Basically the error you get in shadow maps that cause "acne" (that is, surfaces shadowing themselves, but only sometimes) come from two sources:
  • Numeric (e.g. you ran out of bits).
  • Geometric.
Now the numeric case is easy to understand: your depth compare is only as good as the "Z" precision of your shadow map - that is, 1 in 2^24 for a 24-bit integer shadow map. We need to add at least 1/2^24 to the shadow map to assure that objects don't shadow themselves.

But you'll find that that's not nearly enough offset. Why? Well, the geometric error is the answer.

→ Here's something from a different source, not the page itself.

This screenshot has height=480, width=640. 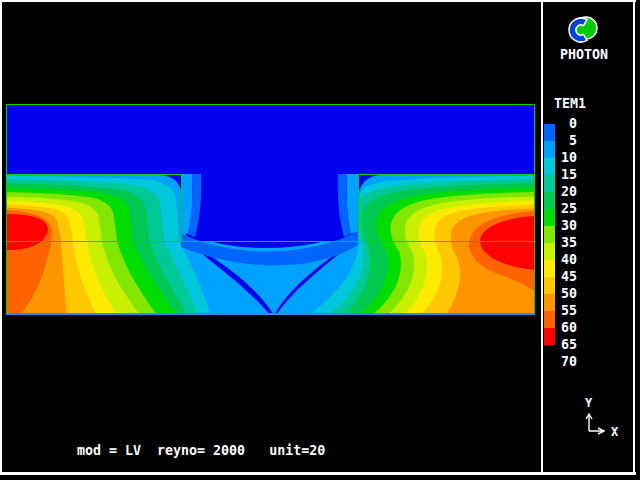 I want to click on x-axis-label: X, so click(x=615, y=432).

When you do a shadow map compare, the depth you are reading comes from the depth at the center of the pixel from the shadow map. But because you are projecting the texture, the sample you want isn't the center of the pixel. Since the shadow map defines a surface perpendicular to the sun, as the distance from the shadow map pixel center to the point you wanted increases, you need more bias.

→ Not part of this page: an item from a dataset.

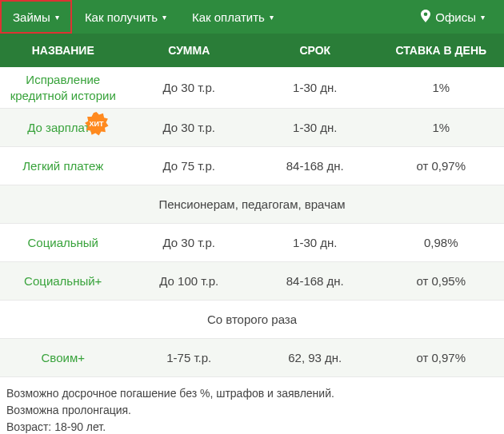 The width and height of the screenshot is (504, 434). I want to click on product-sum: До 75 т.р., so click(190, 166).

(Note that this means that the lower the horizontal/vertical resolution of your shadow map, the larger this depth-bias problem becomes. Also note that as the Z-buffer distance of your occluder increases - that is, as you shrink the near and far clip planes of the sun to "hug" the occluder, the depth slope per pixel increases and this problem becomes worse too! This is counter-intuitive - you would not expect to need a larger constant bias due to a more precise shadow map.)

And that's why polygon offset is useful: the the bias you need goes up as our occluder starts to slope away from the sun. That is the case where (when self shadowing) the occluder will slope away from the sun in your real model, but the shadow map will have a "perpendicular to sun" shadow over the span of a single pixel. The more sloped, the more bias - perfect for polygon offset.

The big win of polygon offset over a constant bias is that it lets you reduce the amount of bias when the occluder is perpendicular to the sun. This is the base where the geometric error is almost none, and a very small constant bias will be adequate.

As a final note, a number of web pages and discussion forums refer to the "non-linear" nature of the Z-buffer. For integer z buffers, this is only true when you use frustum projection! The non-linearness comes from the matrix transform, not the z-buffer itself; what you're seeing is Z precision get smaller for far away objects just like pixel size gets smaller for far away objects.

What this means is that while you're very likely to have problems with shadow maps based on the depth buffer (that is, post-perspective-divide Z) when the shadow map uses a frustum, it is not an issue at all for orthographic projection. In other words, there shouldn't be a problem with the sun, but there will be with spot lights.